Like most startup companies, my dad and uncle faced being short of money, staff, supplies, customers and sleep. On paper, they appeared to be no match for the larger competitors of their day. However, they found ways to not only survive but to thrive against the competition. But how?

Our founders adopted some key principles and taught them to my brothers and me:

  • Be fully immersed in every facet of the business.

  • Only personalized service distinguishes us from our competition.

  • Know our niche, know what we do well and how to go after it with all we’ve got.

  • Keep expenses low whenever possible, but spend the money when the situation warrants.

I was only 8 years old when dad told me, “Trucks don’t care whether you’ve had a good year or a bad year. They’ll only know when they need replacing.” That’s why he and Uncle Morty never overspent in the good years and always kept up-spending during the bad years.

Adept Adapting

Turning problems into challenges and then into opportunities is what we try to continue to do each day. In 1997, we realized that a major change was on the horizon. Our local utility company was going to directly provide many of the same services to our customers. We thought that once they were in our customer’s basement we could lose them. My brothers and I went into action and chose to expand our services to include gas heating, air conditioning and plumbing.

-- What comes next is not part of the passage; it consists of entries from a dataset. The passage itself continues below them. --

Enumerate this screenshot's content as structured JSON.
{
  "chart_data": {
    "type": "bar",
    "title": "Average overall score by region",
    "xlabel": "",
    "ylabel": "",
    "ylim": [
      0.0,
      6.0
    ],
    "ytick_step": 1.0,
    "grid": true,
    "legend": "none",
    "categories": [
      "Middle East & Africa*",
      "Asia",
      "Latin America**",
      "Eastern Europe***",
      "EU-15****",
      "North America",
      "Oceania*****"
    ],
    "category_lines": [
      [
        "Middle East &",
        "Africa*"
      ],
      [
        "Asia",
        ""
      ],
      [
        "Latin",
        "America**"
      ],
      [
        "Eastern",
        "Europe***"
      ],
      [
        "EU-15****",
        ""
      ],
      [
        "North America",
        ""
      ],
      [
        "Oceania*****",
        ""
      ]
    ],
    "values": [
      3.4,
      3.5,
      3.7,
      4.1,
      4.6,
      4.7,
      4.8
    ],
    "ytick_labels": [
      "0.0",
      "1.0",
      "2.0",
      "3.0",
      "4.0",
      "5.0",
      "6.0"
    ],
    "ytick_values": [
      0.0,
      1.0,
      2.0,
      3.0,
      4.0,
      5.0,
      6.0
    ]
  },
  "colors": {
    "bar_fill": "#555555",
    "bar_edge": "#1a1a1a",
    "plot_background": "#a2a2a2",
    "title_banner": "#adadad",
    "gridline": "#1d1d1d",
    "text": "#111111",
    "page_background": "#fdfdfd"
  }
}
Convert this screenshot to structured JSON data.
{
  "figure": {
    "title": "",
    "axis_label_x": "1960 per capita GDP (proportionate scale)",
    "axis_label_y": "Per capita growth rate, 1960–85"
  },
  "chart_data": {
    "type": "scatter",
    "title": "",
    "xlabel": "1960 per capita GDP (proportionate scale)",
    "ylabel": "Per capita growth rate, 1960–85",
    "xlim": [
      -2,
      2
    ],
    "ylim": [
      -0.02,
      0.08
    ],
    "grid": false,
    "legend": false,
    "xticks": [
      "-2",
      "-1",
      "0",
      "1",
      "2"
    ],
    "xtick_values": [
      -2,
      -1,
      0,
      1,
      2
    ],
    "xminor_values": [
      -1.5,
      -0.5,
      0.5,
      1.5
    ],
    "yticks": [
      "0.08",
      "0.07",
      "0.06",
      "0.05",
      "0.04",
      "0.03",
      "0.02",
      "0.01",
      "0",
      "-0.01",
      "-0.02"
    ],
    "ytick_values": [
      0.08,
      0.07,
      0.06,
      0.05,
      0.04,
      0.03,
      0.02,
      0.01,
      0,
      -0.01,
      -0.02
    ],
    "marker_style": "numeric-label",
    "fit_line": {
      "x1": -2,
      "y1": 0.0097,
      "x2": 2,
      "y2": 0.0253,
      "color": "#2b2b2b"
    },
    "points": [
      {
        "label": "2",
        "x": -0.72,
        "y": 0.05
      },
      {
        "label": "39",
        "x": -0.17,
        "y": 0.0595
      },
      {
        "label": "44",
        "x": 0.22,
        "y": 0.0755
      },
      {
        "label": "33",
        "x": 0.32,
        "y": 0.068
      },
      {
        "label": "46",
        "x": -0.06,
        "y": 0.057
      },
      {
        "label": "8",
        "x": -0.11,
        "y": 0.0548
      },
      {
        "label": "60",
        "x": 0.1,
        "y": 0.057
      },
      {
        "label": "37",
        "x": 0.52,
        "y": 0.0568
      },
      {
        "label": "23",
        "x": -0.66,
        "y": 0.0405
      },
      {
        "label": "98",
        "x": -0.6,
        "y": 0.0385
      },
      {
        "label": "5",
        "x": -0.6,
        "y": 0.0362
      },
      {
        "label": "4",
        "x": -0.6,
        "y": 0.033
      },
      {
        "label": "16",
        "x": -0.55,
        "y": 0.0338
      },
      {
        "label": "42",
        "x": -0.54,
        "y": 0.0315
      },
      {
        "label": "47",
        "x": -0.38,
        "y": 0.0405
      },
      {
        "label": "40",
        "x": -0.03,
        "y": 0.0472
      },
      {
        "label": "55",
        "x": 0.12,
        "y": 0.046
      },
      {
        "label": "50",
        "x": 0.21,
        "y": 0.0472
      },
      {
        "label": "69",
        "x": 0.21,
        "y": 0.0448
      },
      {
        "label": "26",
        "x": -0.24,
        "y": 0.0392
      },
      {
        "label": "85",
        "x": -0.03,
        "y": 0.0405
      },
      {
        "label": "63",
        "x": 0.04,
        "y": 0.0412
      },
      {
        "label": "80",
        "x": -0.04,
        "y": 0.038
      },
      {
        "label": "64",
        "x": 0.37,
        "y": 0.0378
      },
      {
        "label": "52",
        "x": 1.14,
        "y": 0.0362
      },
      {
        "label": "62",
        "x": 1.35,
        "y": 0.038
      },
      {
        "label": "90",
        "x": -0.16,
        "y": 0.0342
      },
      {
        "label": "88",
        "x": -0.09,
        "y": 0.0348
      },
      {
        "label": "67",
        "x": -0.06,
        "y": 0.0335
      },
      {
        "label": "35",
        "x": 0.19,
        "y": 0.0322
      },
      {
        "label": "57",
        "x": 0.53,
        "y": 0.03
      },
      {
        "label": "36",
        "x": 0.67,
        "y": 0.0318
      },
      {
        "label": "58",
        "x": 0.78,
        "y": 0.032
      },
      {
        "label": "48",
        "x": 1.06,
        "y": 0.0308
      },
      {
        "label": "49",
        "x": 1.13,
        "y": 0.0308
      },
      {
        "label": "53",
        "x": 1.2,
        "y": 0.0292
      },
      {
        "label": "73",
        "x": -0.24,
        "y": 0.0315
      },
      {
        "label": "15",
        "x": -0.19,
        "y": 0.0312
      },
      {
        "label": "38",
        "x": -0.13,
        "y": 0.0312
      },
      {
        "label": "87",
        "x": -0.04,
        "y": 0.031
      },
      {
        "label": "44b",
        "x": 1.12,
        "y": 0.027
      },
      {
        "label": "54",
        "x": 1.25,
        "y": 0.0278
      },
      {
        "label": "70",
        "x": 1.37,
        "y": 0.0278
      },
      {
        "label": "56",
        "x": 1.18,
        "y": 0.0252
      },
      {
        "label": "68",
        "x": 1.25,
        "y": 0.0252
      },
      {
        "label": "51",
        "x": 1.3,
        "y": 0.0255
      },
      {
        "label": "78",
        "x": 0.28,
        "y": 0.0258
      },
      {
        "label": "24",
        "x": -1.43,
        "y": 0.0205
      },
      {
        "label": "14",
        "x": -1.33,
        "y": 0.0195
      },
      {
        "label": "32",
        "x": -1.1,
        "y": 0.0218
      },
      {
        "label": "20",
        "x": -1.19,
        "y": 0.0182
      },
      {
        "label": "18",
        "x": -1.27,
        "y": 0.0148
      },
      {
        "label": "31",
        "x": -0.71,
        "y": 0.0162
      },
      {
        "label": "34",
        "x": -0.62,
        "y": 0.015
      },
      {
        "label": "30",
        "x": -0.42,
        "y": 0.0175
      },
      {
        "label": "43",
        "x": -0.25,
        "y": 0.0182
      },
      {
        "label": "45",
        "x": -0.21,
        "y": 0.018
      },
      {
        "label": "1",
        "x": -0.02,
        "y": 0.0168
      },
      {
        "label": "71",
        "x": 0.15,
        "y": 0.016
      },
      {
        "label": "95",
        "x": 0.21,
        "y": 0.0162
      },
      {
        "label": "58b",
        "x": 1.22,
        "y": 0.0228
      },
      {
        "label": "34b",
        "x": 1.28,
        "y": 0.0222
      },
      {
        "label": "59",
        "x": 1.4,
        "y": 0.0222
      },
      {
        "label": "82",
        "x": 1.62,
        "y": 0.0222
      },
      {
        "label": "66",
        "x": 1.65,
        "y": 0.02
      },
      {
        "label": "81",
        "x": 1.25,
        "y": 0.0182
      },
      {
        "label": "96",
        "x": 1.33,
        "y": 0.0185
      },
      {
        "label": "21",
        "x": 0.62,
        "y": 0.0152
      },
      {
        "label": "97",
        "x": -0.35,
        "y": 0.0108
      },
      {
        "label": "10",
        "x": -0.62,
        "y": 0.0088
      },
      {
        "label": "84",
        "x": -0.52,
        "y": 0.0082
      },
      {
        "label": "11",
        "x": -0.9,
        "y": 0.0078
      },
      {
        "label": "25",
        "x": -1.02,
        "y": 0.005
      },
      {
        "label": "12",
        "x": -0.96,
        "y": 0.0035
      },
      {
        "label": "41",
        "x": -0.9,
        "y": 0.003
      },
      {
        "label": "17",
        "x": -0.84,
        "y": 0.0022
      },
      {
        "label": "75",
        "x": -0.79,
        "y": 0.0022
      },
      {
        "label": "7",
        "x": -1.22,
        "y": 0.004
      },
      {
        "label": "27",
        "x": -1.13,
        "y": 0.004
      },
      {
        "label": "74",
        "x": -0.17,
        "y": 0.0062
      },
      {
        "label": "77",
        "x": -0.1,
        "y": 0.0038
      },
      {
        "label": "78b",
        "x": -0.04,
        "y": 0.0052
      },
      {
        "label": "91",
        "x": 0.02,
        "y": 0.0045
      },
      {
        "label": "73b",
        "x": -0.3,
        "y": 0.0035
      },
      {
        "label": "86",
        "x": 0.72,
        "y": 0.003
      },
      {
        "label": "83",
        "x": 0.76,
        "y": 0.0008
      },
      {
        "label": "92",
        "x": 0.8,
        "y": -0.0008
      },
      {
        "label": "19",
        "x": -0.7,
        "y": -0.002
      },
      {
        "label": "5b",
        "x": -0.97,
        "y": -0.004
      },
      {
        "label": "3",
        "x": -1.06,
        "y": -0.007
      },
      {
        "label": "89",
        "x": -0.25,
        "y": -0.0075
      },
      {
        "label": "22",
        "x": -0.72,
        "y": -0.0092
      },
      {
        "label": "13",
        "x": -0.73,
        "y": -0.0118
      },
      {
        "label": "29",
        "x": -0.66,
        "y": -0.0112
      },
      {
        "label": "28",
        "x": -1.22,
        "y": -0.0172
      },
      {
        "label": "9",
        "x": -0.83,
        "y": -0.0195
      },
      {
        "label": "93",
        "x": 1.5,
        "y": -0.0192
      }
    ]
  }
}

Another challenge arose when a law required many of our customers to have their tank replaced. At first, we saw this as a threat to our traditional customers. We tried to think about how to best handle this challenge. What we did was find a way to partner with our customers to help them subsidize the cost. If they’d commit to purchasing all their fuel requirements for five years, we’d give them a discounted price on the installation.

This idea of tying the customer to a long-term purchase agreement is nothing new. We adapted it from what the home alarm companies were doing. Not all problems require original ideas. Sometimes, it just takes being open to ideas used elsewhere or in different applications that you can adapt to overcome your problem.

Problems should be thought of as challenges. Then challenges may well become opportunities.